More Dirty Secrets of Your Favourite Foods

Many of our favourite foods are high in sugar, fat, salt and calories, which we all know are bad for us in large amounts. Here, Dr. Melissa Lem shares unexpected and surprising reasons to avoid some commonly enjoyed foods.

[morefoodsecrets]

Breakfast Sandwich: Cold Hands

In a 2012 study, researchers from the University of Calgary fed students 2 breakfast sandwiches, then measured the speed of blood flow in their arms. Just two hours later it was 20 per cent lower! Surprisingly, saturated fat and salt can have an instant negative effect on the stretchiness of your blood vessels, which in cooler weather can mean freezing fingers.

Salt and Vinegar Potato Chips: Facial Sweating

The scientific name for this embarrassing phenomenon is gustatory hyperhidrosis. Gustatory sweating is brought on while eating, thinking or even talking about foods that make you produce a lot of saliva, like sour foods. Scientists think this is caused when the nerve fibres to your salivary glands are inconveniently connected with your sweat glands

Italian Sausage: Lactation

Italian sausage is traditionally flavoured with large amounts of the herbs anise and fennel, which in large quantities can actually make you lactate. Both herbs contain anethole, a chemical that is thought to increase your levels of prolactin, a hormone that causes breast milk production in both women and men.

Chocolate: Cough Suppressant

Chocolate lovers rejoice: in a 2004 British study, participants inhaled capsaicin (chilli-pepper spice), then were given possible cough remedies. Amazingly, researchers found that theobromine, a derivative of chocolate, worked even better than codeine to stop coughing!

Macaroni and Cheese: Constipation

This popular comfort food gives you double the toilet trouble. First, macaroni is low in fibre, making it less bulky when digested and harder to pass through your intestines. Adding insult to injury is the cheese, which contains casein—a milk protein that's been shown in animal studies to slow down bowel activity.

Citrus Soda Pop: Memory Loss

Your IQ is actually going to drop if you drink too much soda pop. The culprit here is brominated vegetable oil (BVO), which prevents oily citrus flavouring from separating out of soft drinks and sports drinks. BVO is added to about 10 per cent of drinks sold in the U.S. and typically makes them look cloudy and opaque. But pop drinkers beware: a 1997 case study in the Journal of Toxicology described a 40-year-old man who was hospitalized with memory loss, headaches and poor coordination after drinking 2-4 litres of soda per day!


- [WHAT TO PRODUCE]:
Exactly as they appear, transcribe the entries and skip any pictures.

[Opening RECORDS TO USE section]

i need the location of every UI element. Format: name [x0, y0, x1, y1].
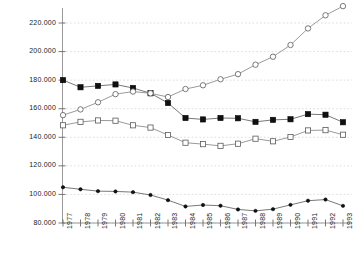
- x-tick-label: 1984: [189, 213, 197, 229]
- y-tick-label: 100.000: [6, 190, 56, 198]
- data-point-filled-square: [323, 112, 328, 117]
- y-tick-label: 80.000: [6, 219, 56, 227]
- data-point-open-square: [200, 142, 205, 147]
- y-tick-label: 140.000: [6, 133, 56, 141]
- data-point-filled-square: [165, 100, 170, 105]
- data-point-filled-circle: [166, 198, 169, 201]
- gridlines: [63, 23, 353, 223]
- x-tick-label: 1978: [84, 213, 92, 229]
- data-point-open-square: [288, 134, 293, 139]
- data-point-filled-circle: [201, 203, 204, 206]
- y-tick-label: 200.000: [6, 47, 56, 55]
- data-point-open-circle: [288, 42, 293, 47]
- data-point-filled-circle: [271, 207, 274, 210]
- data-point-filled-circle: [219, 204, 222, 207]
- x-tick-label: 1979: [101, 213, 109, 229]
- x-tick-label: 1983: [171, 213, 179, 229]
- data-point-filled-circle: [149, 193, 152, 196]
- data-point-open-circle: [78, 107, 83, 112]
- y-tick-label: 120.000: [6, 161, 56, 169]
- x-tick-label: 1986: [224, 213, 232, 229]
- x-tick-label: 1991: [311, 213, 319, 229]
- data-point-open-square: [113, 118, 118, 123]
- data-point-filled-square: [200, 117, 205, 122]
- data-point-open-square: [305, 128, 310, 133]
- data-point-open-square: [148, 125, 153, 130]
- x-tick-label: 1989: [276, 213, 284, 229]
- data-point-filled-circle: [236, 208, 239, 211]
- data-point-open-square: [253, 136, 258, 141]
- data-point-open-square: [183, 140, 188, 145]
- data-point-filled-circle: [61, 186, 64, 189]
- data-point-open-square: [323, 128, 328, 133]
- x-tick-label: 1992: [329, 213, 337, 229]
- data-point-open-square: [60, 123, 65, 128]
- data-point-open-circle: [270, 54, 275, 59]
- data-point-open-circle: [113, 91, 118, 96]
- y-tick-label: 160.000: [6, 104, 56, 112]
- data-point-open-circle: [323, 13, 328, 18]
- data-point-open-square: [235, 141, 240, 146]
- data-point-filled-square: [60, 78, 65, 83]
- data-point-filled-circle: [306, 199, 309, 202]
- data-point-filled-circle: [254, 209, 257, 212]
- data-point-open-circle: [235, 71, 240, 76]
- x-tick-label: 1982: [154, 213, 162, 229]
- data-point-filled-square: [78, 85, 83, 90]
- series-line: [63, 6, 343, 115]
- data-point-open-square: [78, 119, 83, 124]
- data-point-open-circle: [200, 83, 205, 88]
- data-point-filled-circle: [114, 190, 117, 193]
- series-line: [63, 187, 343, 211]
- data-point-filled-circle: [96, 189, 99, 192]
- data-point-filled-square: [95, 83, 100, 88]
- data-point-open-square: [130, 123, 135, 128]
- series-series-open-circle: [60, 3, 345, 117]
- data-point-filled-circle: [324, 198, 327, 201]
- y-tick-label: 220.000: [6, 19, 56, 27]
- data-point-open-circle: [60, 112, 65, 117]
- x-tick-label: 1985: [206, 213, 214, 229]
- x-tick-label: 1981: [136, 213, 144, 229]
- x-tick-label: 1980: [119, 213, 127, 229]
- data-point-filled-square: [235, 116, 240, 121]
- series-series-open-square: [60, 118, 345, 149]
- data-point-open-circle: [253, 62, 258, 67]
- data-point-open-square: [340, 132, 345, 137]
- data-point-open-circle: [95, 100, 100, 105]
- data-point-filled-square: [340, 120, 345, 125]
- data-point-open-circle: [218, 77, 223, 82]
- data-point-filled-square: [113, 82, 118, 87]
- data-point-filled-square: [253, 119, 258, 124]
- data-point-open-circle: [130, 89, 135, 94]
- data-point-open-circle: [340, 3, 345, 8]
- x-tick-label: 1990: [294, 213, 302, 229]
- data-point-open-square: [95, 118, 100, 123]
- x-tick-label: 1988: [259, 213, 267, 229]
- data-point-open-circle: [183, 86, 188, 91]
- data-point-open-circle: [305, 26, 310, 31]
- data-point-open-square: [165, 132, 170, 137]
- data-point-filled-circle: [341, 204, 344, 207]
- data-series-layer: [60, 3, 345, 212]
- data-point-filled-circle: [79, 188, 82, 191]
- x-tick-label: 1977: [66, 213, 74, 229]
- data-point-filled-square: [288, 117, 293, 122]
- series-series-small-filled-circle: [61, 186, 344, 213]
- data-point-filled-square: [270, 117, 275, 122]
- data-point-filled-square: [183, 115, 188, 120]
- x-tick-label: 1993: [346, 213, 354, 229]
- y-tick-label: 180.000: [6, 76, 56, 84]
- data-point-open-square: [270, 139, 275, 144]
- data-point-open-circle: [165, 94, 170, 99]
- data-point-filled-circle: [131, 190, 134, 193]
- data-point-filled-circle: [289, 203, 292, 206]
- data-point-open-square: [218, 143, 223, 148]
- x-tick-label: 1987: [241, 213, 249, 229]
- data-point-filled-square: [305, 112, 310, 117]
- data-point-open-circle: [148, 91, 153, 96]
- data-point-filled-square: [218, 115, 223, 120]
- line-chart: 80.000100.000120.000140.000160.000180.00…: [0, 0, 364, 260]
- data-point-filled-circle: [184, 205, 187, 208]
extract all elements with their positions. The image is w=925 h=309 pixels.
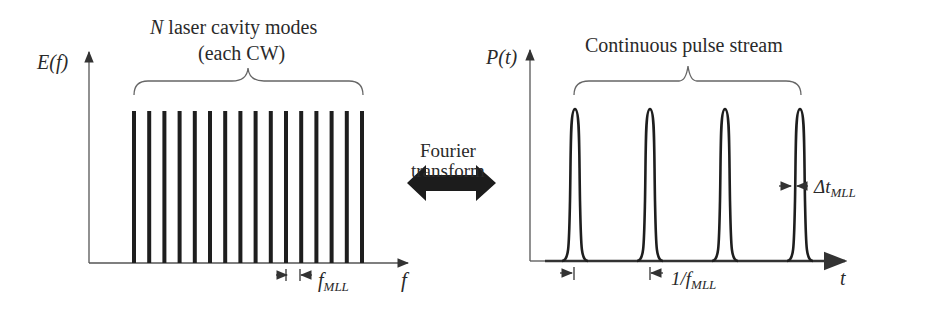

[Closing RECORDS TO USE section]

- [REPLY]:
i need the location of every UI element. Format: name [x0, y0, x1, y1].
- x-tick-label: 1984: [189, 213, 197, 229]
- y-tick-label: 100.000: [6, 190, 56, 198]
- data-point-filled-square: [323, 112, 328, 117]
- y-tick-label: 80.000: [6, 219, 56, 227]
- data-point-open-square: [200, 142, 205, 147]
- y-tick-label: 140.000: [6, 133, 56, 141]
- data-point-filled-square: [165, 100, 170, 105]
- data-point-filled-circle: [166, 198, 169, 201]
- gridlines: [63, 23, 353, 223]
- x-tick-label: 1978: [84, 213, 92, 229]
- data-point-open-square: [288, 134, 293, 139]
- data-point-filled-circle: [201, 203, 204, 206]
- y-tick-label: 200.000: [6, 47, 56, 55]
- data-point-open-circle: [288, 42, 293, 47]
- data-point-filled-circle: [271, 207, 274, 210]
- data-point-filled-circle: [219, 204, 222, 207]
- x-tick-label: 1979: [101, 213, 109, 229]
- x-tick-label: 1983: [171, 213, 179, 229]
- data-point-filled-circle: [149, 193, 152, 196]
- data-point-open-circle: [78, 107, 83, 112]
- y-tick-label: 120.000: [6, 161, 56, 169]
- x-tick-label: 1986: [224, 213, 232, 229]
- x-tick-label: 1991: [311, 213, 319, 229]
- data-point-open-square: [113, 118, 118, 123]
- data-point-filled-square: [200, 117, 205, 122]
- data-point-open-square: [305, 128, 310, 133]
- data-point-open-square: [148, 125, 153, 130]
- x-tick-label: 1989: [276, 213, 284, 229]
- data-point-filled-circle: [236, 208, 239, 211]
- data-point-open-square: [253, 136, 258, 141]
- data-point-open-square: [183, 140, 188, 145]
- data-point-filled-circle: [61, 186, 64, 189]
- data-point-open-square: [323, 128, 328, 133]
- x-tick-label: 1992: [329, 213, 337, 229]
- data-point-open-square: [60, 123, 65, 128]
- data-point-open-circle: [270, 54, 275, 59]
- data-point-open-circle: [113, 91, 118, 96]
- y-tick-label: 160.000: [6, 104, 56, 112]
- data-point-open-circle: [323, 13, 328, 18]
- data-point-open-square: [235, 141, 240, 146]
- data-point-filled-square: [60, 78, 65, 83]
- data-point-filled-circle: [306, 199, 309, 202]
- data-point-filled-circle: [254, 209, 257, 212]
- data-point-open-circle: [235, 71, 240, 76]
- x-tick-label: 1982: [154, 213, 162, 229]
- data-point-filled-square: [78, 85, 83, 90]
- series-line: [63, 6, 343, 115]
- data-point-open-square: [78, 119, 83, 124]
- data-point-open-circle: [200, 83, 205, 88]
- data-point-filled-circle: [114, 190, 117, 193]
- series-line: [63, 187, 343, 211]
- data-point-filled-circle: [96, 189, 99, 192]
- data-point-filled-square: [95, 83, 100, 88]
- data-point-open-square: [130, 123, 135, 128]
- series-series-open-circle: [60, 3, 345, 117]
- data-point-filled-circle: [324, 198, 327, 201]
- y-tick-label: 220.000: [6, 19, 56, 27]
- data-point-open-circle: [60, 112, 65, 117]
- x-tick-label: 1985: [206, 213, 214, 229]
- x-tick-label: 1981: [136, 213, 144, 229]
- x-tick-label: 1980: [119, 213, 127, 229]
- data-point-filled-square: [235, 116, 240, 121]
- series-series-open-square: [60, 118, 345, 149]
- data-point-open-circle: [253, 62, 258, 67]
- data-point-open-square: [340, 132, 345, 137]
- data-point-open-circle: [95, 100, 100, 105]
- data-point-filled-square: [340, 120, 345, 125]
- data-point-open-circle: [218, 77, 223, 82]
- data-point-filled-square: [113, 82, 118, 87]
- data-point-filled-square: [253, 119, 258, 124]
- data-point-open-circle: [130, 89, 135, 94]
- data-point-open-circle: [340, 3, 345, 8]
- x-tick-label: 1990: [294, 213, 302, 229]
- data-point-open-square: [95, 118, 100, 123]
- x-tick-label: 1988: [259, 213, 267, 229]
- data-point-open-circle: [183, 86, 188, 91]
- data-point-open-circle: [305, 26, 310, 31]
- data-point-open-square: [165, 132, 170, 137]
- data-point-filled-circle: [341, 204, 344, 207]
- data-series-layer: [60, 3, 345, 212]
- data-point-filled-circle: [79, 188, 82, 191]
- x-tick-label: 1977: [66, 213, 74, 229]
- data-point-filled-square: [288, 117, 293, 122]
- series-series-small-filled-circle: [61, 186, 344, 213]
- data-point-filled-square: [270, 117, 275, 122]
- data-point-filled-square: [183, 115, 188, 120]
- x-tick-label: 1993: [346, 213, 354, 229]
- y-tick-label: 180.000: [6, 76, 56, 84]
- data-point-open-square: [270, 139, 275, 144]
- data-point-open-circle: [165, 94, 170, 99]
- data-point-filled-circle: [131, 190, 134, 193]
- data-point-filled-circle: [289, 203, 292, 206]
- data-point-open-square: [218, 143, 223, 148]
- x-tick-label: 1987: [241, 213, 249, 229]
- data-point-filled-square: [305, 112, 310, 117]
- data-point-open-circle: [148, 91, 153, 96]
- data-point-filled-square: [218, 115, 223, 120]
- line-chart: 80.000100.000120.000140.000160.000180.00…: [0, 0, 364, 260]
- data-point-filled-circle: [184, 205, 187, 208]
extract all elements with their positions. The image is w=925 h=309 pixels.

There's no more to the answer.